Homework 8 - Ports & 10 PRINT

  1. The port I like the most is probably the PATH port, because PATH seems like a rather specific language in the way it orients around "directions" and flow, yet feels nicely matched to 10 PRINT's directional, maze-like patterns.
  2. Esolang stands for Esoteric Language. Esolangs exist for a variety of reasons: as jokes, ways to reinterpret one's own understanding of computer logic, or languages that seek not to be as useful as they are boundary breaking or hyper-efficient (like the well-named Brainfuck).
  3. My favourite esolang is for sure Whitespace. Assuming Whitespace operates semi-similarly to the other 3-function language on that list--Pikachu--then using this language is probably pretty damn terrible. The idea of processing data by measuring the length of gaps just sounds super cool, and weirdly analog, too.

Homework 9 - Project Thoughts

  1. The time spent on MonkeyBall for me has been pretty fun so far, mostly because of the weird, oblique thinking by which Super Monkey Ball's player controller and camera functions operate. Actually implementing changes isn't too difficult, but arriving at the proper way to implement those changes is often puzzling. For myself and Sam (the two working on these core locomotion interactions), we've been making a surprisingly nice pace out of the work, and are now looking to improve the smoothness of movement via key acceleration and fine-tuning. This upcoming week will focus on implementing some art assets and fitting our simple test plane into a larger metawhole of points, menus, and game-over screens.

Homework 10 - Project Thoughts cont. I've mostly spent this part of the final project continuing to program the player controller and camera with Sam while the rest of the group has finished up programming UI and menuing screens. I think I've been doing well at adapting to the difficulties of programming this system, but it seems like every solution I make creates a new, more deeply-embedded problem to solve. At this point in the development process it may be time to cut off and let issues lie, but if there's one last thing I can jam in before juice it'd be to adapt the rotation of the world to current "forward" for the player and camera.

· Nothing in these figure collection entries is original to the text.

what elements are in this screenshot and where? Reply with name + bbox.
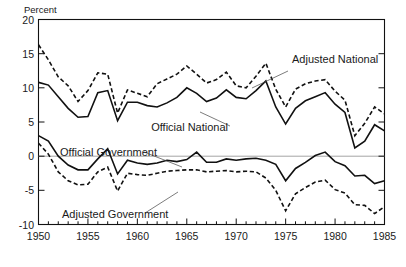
y-tick-label-10: 10	[22, 82, 34, 94]
chart-figure: 20 15 10 5 0 -5 -10 19501955196019651970…	[0, 0, 406, 267]
annotation-official-national: Official National	[151, 121, 228, 133]
x-tick-label-1955: 1955	[76, 230, 100, 242]
x-tick-label-1950: 1950	[27, 230, 51, 242]
annotation-adjusted-government: Adjusted Government	[62, 208, 168, 220]
y-tick-label-neg5: -5	[25, 184, 34, 196]
y-tick-label-0: 0	[28, 150, 34, 162]
series-line-official-government	[39, 136, 385, 184]
x-tick-label-1980: 1980	[323, 230, 347, 242]
y-axis-tick-labels: 20 15 10 5 0 -5 -10	[19, 14, 34, 231]
y-tick-label-5: 5	[28, 116, 34, 128]
y-axis-unit-label: Percent	[24, 4, 57, 15]
annotation-adjusted-national: Adjusted National	[292, 53, 378, 65]
series-annotations: Adjusted National Official National Offi…	[60, 53, 378, 220]
x-tick-label-1965: 1965	[175, 230, 199, 242]
y-tick-label-20: 20	[22, 14, 34, 26]
annotation-official-government: Official Government	[60, 146, 157, 158]
x-tick-label-1975: 1975	[274, 230, 298, 242]
y-tick-label-15: 15	[22, 48, 34, 60]
line-chart-canvas: 20 15 10 5 0 -5 -10 19501955196019651970…	[0, 0, 406, 267]
x-axis-tick-labels: 19501955196019651970197519801985	[27, 230, 397, 242]
annotation-leader-lines	[144, 71, 288, 213]
x-tick-label-1985: 1985	[373, 230, 397, 242]
x-tick-label-1960: 1960	[126, 230, 150, 242]
x-tick-label-1970: 1970	[225, 230, 249, 242]
series-line-official-national	[39, 81, 385, 148]
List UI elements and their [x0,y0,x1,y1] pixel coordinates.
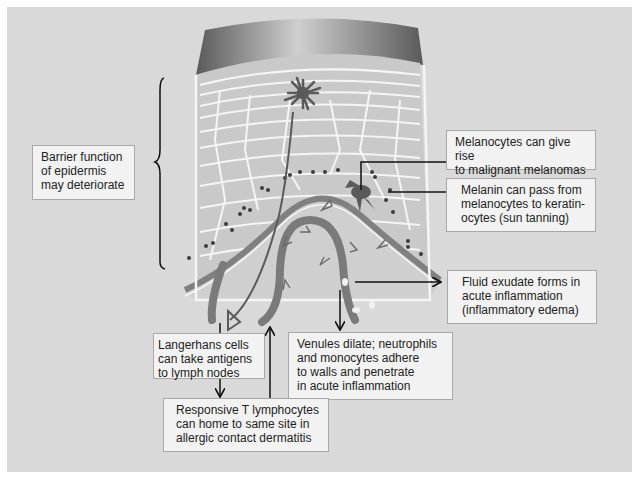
label-melanin: Melanin can pass from melanocytes to ker… [446,178,596,232]
label-fluid-exudate: Fluid exudate forms in acute inflammatio… [447,270,597,324]
epidermis-brace [155,78,165,269]
label-venules: Venules dilate; neutrophils and monocyte… [288,332,453,400]
label-t-lymphocytes: Responsive T lymphocytes can home to sam… [163,398,329,452]
arrow-icon [228,311,240,330]
label-melanocytes: Melanocytes can give rise to malignant m… [446,130,596,170]
label-langerhans: Langerhans cells can take antigens to ly… [153,333,265,379]
label-barrier-function: Barrier function of epidermis may deteri… [32,145,135,200]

Homework 11(?) - Moar project thoughts So currently Super Monkey Ball is feeling pretty bad. As one of the programmers for the player control and camera, it's disheartening to see the remarkably unfun player locomotion in a game about player locomotion. The reason I have pushes but no pull requests this break is because I'm prototyping experimental solutions to player movement that might damage other' people's scripts in their current state, just trying to find a way to make the game playable. At this point I'm beginning to accept that maybe this game just won't come out that fun, that I need to join the rest of my team and pivot to art, polish, and creating a complete experience--beginning, middle, and end. One problem our team had in this assignment was making the player movement fast like in actual Monkey Ball, but easy to control and not over glitchy. I've tried RotateAroundPoint, Physics, Translation, a bunch of other things, but the problem still hasn't been completely solved.

Homework something, date December 11th I'm having continued trouble with the rotation illusion being executed with the world script; it's really bugging me, but I don't even know how to start. I've been tinkering with values, writing various debug lines to monitor local space rotation, and even analysed the acceleration input script frame by frame to find the problem, but no dice. I think it's gonna be known shippable because I can't dedicate more of my finals time to this, and it feels good to just tighten up player controls and make the game, you know, more fun. If I could go back to the beginning of this project, I think I said before, I'd definitely rebase player movement as physics; because of our core system, we can't have highspeed levels or any changes in inclination, which sucks. But it looks like monkeyball, and using flatter levels from the game has alleviated our problems. All in all I'm proud of the little game we've made, even if it's not actually that fun, because I'm learning a lot about quaternions, Unity's understanding of transform components, and that nifty script execution order you showed me last week, but boy I don't think there's any way to make the camera system not a pain in the ass.